What’s up with the FDA?
A lot of criticism, that’s what. The consumer watch dog is taking a beating for a process of drug approval that has ended up killing Americans. The FDA failure has attracted harsh attacks from the press. The Boston Globe, USA Today and The Reader’s Digest, among others, have published articles slamming the federal watch dog. The April 2008 edition of The Digest features a scathing assessment of the agency that is supposed to protect Americans from bad drugs, devices and products.
Spreading the bad word
The Reader’s Digest has 38 million U.S. readers and 100 million worldwide. But foreigners are no strangers to media criticism of the FDA. In 2005, The Lancet, a highly respected British medical journal, called the federal agency “ruthless and irresponsible” because it failed to take VIOXX off the market in 2000 despite evidence that long term use of the painkiller was risky for cardiac patients.
Internal critics slam the FDA
In early 2004, the white hot light of publicity caused headlines around the world when an FDA scientist testifying before congress attacked the agency for its handling of VIOXX. Dr. David Graham, a senior FDA scientist accused it of “ignoring its own safety experts.” Its manufacturer pulled the drugg off the market voluntarily after that. By then, the highly touted drug had been sold in the U. S. for more than five years and experts had linked it to more than 27,000 heart attacks or sudden cardiac deaths nationwide between 1999, when it appeared on the market, through 2003.
Where there is smoke, is there fire?
The Reader’s Digest assessment of the FDA is damning. As the April edition of the magazine reports: “The FDA is expected to regulate $1.5 trillion in food, drugs, vaccines, medical devices, blood and tissues, radiation-emitting machines, animal feeds and drugs, cell phones, dietary supplements, biotechnology and gene therapy – and, sniff out any food borne terrorist plot” on the budget of a large school district! Pressures on the FDA by patients who want to speed up the approval process for life-saving drugs; by drug manufacturers interested in profits, some of whom have hidden evidence of defects from the FDA; and by the FDA’s own sloppy record keeping and sometimes deliberate suppression of evidence that a drug is bad, is a recipe for continuing trouble.
Is the public helpless against killer drugs?
What can the public do? That’s a tough question since defective drugs and devices could be on the market for years before there’s enough evidence to recall them. Meanwhile, a new federal law gives FDA staffers the right to publish critiques of the agency; Congress has “created a new office within the FDA to improve the quality of research” and increased its budget. But lawsuits against drug manufacturers, and the media coverage they generate about the continuing FDA failure to properly regulate drugs, are crucial to protecting the public. VIOXX victims have won millions, keeping the story in the headlines, as crusading lawyers teach this malfunctioning federal agency a well deserved lesson.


» Aim of the task: From the records below, copy out exactly the lines from the one containing "Find the location of a particular element. The width" to the one containing "The image size is (1423, 675).", both included. Add nothing else.

····················

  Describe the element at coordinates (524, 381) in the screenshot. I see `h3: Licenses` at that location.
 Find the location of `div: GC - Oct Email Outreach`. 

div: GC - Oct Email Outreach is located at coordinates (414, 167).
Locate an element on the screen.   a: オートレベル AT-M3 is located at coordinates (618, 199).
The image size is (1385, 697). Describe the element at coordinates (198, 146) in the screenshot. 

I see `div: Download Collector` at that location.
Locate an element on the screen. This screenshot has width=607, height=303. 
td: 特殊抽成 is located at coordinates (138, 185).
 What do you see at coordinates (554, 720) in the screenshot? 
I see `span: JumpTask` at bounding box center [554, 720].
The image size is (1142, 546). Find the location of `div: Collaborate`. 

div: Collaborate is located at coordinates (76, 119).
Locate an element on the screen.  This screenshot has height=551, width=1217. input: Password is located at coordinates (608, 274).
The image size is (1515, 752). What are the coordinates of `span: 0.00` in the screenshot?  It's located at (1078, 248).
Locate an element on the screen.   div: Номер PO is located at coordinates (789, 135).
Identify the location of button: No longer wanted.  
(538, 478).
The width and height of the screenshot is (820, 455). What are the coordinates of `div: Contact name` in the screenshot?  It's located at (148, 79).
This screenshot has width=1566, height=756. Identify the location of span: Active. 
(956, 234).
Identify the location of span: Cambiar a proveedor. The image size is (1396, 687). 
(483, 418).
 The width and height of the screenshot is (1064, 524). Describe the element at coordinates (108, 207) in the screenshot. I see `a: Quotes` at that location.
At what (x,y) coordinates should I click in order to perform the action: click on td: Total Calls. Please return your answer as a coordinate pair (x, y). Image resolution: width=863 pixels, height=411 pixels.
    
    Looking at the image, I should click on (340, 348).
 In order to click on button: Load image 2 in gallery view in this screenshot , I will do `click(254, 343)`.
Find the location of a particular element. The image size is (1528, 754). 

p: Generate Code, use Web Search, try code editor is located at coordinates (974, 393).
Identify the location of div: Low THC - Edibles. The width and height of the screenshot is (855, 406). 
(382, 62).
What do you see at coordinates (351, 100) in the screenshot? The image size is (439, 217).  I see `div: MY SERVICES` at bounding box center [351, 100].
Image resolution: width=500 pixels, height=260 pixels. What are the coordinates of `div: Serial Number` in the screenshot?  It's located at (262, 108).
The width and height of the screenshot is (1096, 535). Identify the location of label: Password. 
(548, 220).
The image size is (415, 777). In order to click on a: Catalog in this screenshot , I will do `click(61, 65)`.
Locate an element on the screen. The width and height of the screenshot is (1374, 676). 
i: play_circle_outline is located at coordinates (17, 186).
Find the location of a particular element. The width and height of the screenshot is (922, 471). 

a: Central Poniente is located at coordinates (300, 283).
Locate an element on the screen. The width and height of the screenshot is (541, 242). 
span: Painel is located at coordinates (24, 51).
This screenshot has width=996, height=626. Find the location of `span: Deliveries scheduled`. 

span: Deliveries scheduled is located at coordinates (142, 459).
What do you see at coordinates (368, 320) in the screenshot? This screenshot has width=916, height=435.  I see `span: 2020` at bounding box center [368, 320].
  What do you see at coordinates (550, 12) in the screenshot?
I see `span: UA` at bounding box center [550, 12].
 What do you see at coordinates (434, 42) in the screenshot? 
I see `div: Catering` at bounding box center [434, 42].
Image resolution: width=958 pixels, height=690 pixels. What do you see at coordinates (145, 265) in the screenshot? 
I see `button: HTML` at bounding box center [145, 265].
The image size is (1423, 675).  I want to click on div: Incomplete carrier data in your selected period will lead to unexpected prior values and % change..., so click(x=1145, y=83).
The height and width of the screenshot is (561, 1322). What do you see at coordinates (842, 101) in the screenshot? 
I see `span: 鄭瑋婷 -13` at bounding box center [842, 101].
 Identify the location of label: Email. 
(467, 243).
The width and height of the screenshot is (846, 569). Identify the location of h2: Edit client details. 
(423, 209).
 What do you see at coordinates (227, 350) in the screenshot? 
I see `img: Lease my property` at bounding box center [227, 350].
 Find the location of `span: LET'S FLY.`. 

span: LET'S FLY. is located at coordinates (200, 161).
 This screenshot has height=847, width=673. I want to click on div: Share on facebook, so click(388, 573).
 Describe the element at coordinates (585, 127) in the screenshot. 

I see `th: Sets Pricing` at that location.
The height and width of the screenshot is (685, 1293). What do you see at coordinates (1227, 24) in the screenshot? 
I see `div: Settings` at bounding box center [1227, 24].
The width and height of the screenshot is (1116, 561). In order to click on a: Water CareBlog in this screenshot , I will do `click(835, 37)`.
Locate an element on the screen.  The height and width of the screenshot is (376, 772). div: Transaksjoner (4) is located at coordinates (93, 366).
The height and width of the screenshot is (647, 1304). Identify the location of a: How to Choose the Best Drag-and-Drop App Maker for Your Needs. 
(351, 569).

····················

» Answer section:
Find the location of a particular element. The width and height of the screenshot is (922, 471). 

a: Central Poniente is located at coordinates (300, 283).
Locate an element on the screen. The width and height of the screenshot is (541, 242). 
span: Painel is located at coordinates (24, 51).
This screenshot has width=996, height=626. Find the location of `span: Deliveries scheduled`. 

span: Deliveries scheduled is located at coordinates (142, 459).
What do you see at coordinates (368, 320) in the screenshot? This screenshot has width=916, height=435.  I see `span: 2020` at bounding box center [368, 320].
  What do you see at coordinates (550, 12) in the screenshot?
I see `span: UA` at bounding box center [550, 12].
 What do you see at coordinates (434, 42) in the screenshot? 
I see `div: Catering` at bounding box center [434, 42].
Image resolution: width=958 pixels, height=690 pixels. What do you see at coordinates (145, 265) in the screenshot? 
I see `button: HTML` at bounding box center [145, 265].
The image size is (1423, 675).  I want to click on div: Incomplete carrier data in your selected period will lead to unexpected prior values and % change..., so click(x=1145, y=83).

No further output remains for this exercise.